Because the number of eligible Latino voters has grown considerably in the past few years and because many Latinos live in states that could swing the presidential election, their vote has become more important than it ever has been in U.S. history.

Based on historic voting patterns and current polls, it is safe to assume that Obama will win the majority of the Hispanic vote. But the question is: By how much? A close victory among Latinos would not be enough for Obama to win the presidency. In the Hispanic community, he needs to win by a near landslide.

In order to become our next "presidente," Obama needs more than 60 percent of the Hispanic vote, which is precisely where the polls have him now. A recent Gallup Poll shows Obama winning 62 percent of the national Hispanic vote, compared with 29 percent for McCain.

This means that while Obama faces a challenge in retaining the Democrats who voted overwhelmingly for Clinton in the primaries, McCain has a much bigger challenge. Thanks to the anti-immigrant rhetoric spewed by many of his fellow Republicans in the past few years, McCain is at least 10 percentage points away from the votes he needs from Latinos.

Both Republican and Democratic strategists believe that unless McCain can rally close to 40 percent of Latinos to vote for him, as they did for President Bush, he can say adios to the presidency.

But that's only if you measure the race using a national yardstick instead of the state-by-state Electoral College contest, which really determines who will be president.
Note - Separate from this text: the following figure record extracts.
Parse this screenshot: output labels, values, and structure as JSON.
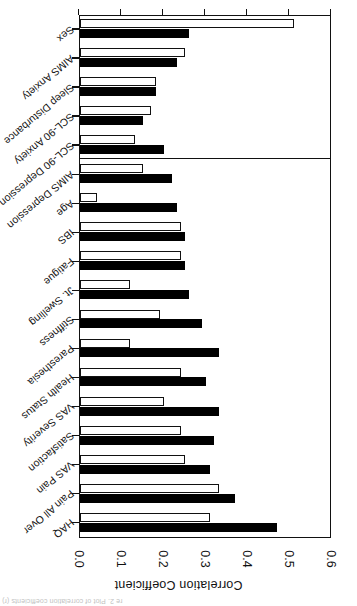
{
  "figure": {
    "cropped_caption": "re 2. Plot of correlation coefficients (r)",
    "orientation_note": "page scanned upside down"
  },
  "chart_data": {
    "type": "bar",
    "orientation": "horizontal",
    "title": "",
    "xlabel": "",
    "ylabel": "Correlation Coefficient",
    "axis_title": "Correlation Coefficient",
    "value_axis_ticks": [
      "0.0",
      "0.1",
      "0.2",
      "0.3",
      "0.4",
      "0.5",
      "0.6"
    ],
    "value_axis_tick_values": [
      0.0,
      0.1,
      0.2,
      0.3,
      0.4,
      0.5,
      0.6
    ],
    "xlim": [
      0.0,
      0.6
    ],
    "grid": false,
    "legend_position": "none",
    "separator_after_category_index": 12,
    "categories": [
      "HAQ",
      "Pain All Over",
      "VAS Pain",
      "Satisfaction",
      "VAS Severity",
      "Health Status",
      "Paresthesia",
      "Stiffness",
      "Jt. Swelling",
      "Fatigue",
      "IBS",
      "Age",
      "AIMS Depression",
      "SCL-90 Depression",
      "SCL-90 Anxiety",
      "Sleep Disturbance",
      "AIMS Anxiety",
      "Sex"
    ],
    "series": [
      {
        "name": "black",
        "fill": "#000000",
        "values": [
          0.47,
          0.37,
          0.31,
          0.32,
          0.33,
          0.3,
          0.33,
          0.29,
          0.26,
          0.25,
          0.25,
          0.23,
          0.22,
          0.2,
          0.15,
          0.18,
          0.23,
          0.26
        ]
      },
      {
        "name": "white",
        "fill": "#ffffff",
        "values": [
          0.31,
          0.33,
          0.25,
          0.24,
          0.2,
          0.24,
          0.12,
          0.19,
          0.12,
          0.24,
          0.24,
          0.04,
          0.15,
          0.13,
          0.17,
          0.18,
          0.25,
          0.51
        ]
      }
    ]
  }
}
While Latinos represent only 9 percent of the registered voters nationally, they constitute a much larger share of the electorate in key swing states that will be closely contested this year, including Florida, Nevada, New Mexico, California, Pennsylvania, New Jersey and Colorado. It is in those states that McCain needs to do much better among Latinos.

But how do McCain and Obama win the hearts and minds of about 13 million registered Latino voters? What do they have to do to obtain the Hispanic support they need in those key states? The answer varies, depending on the candidate.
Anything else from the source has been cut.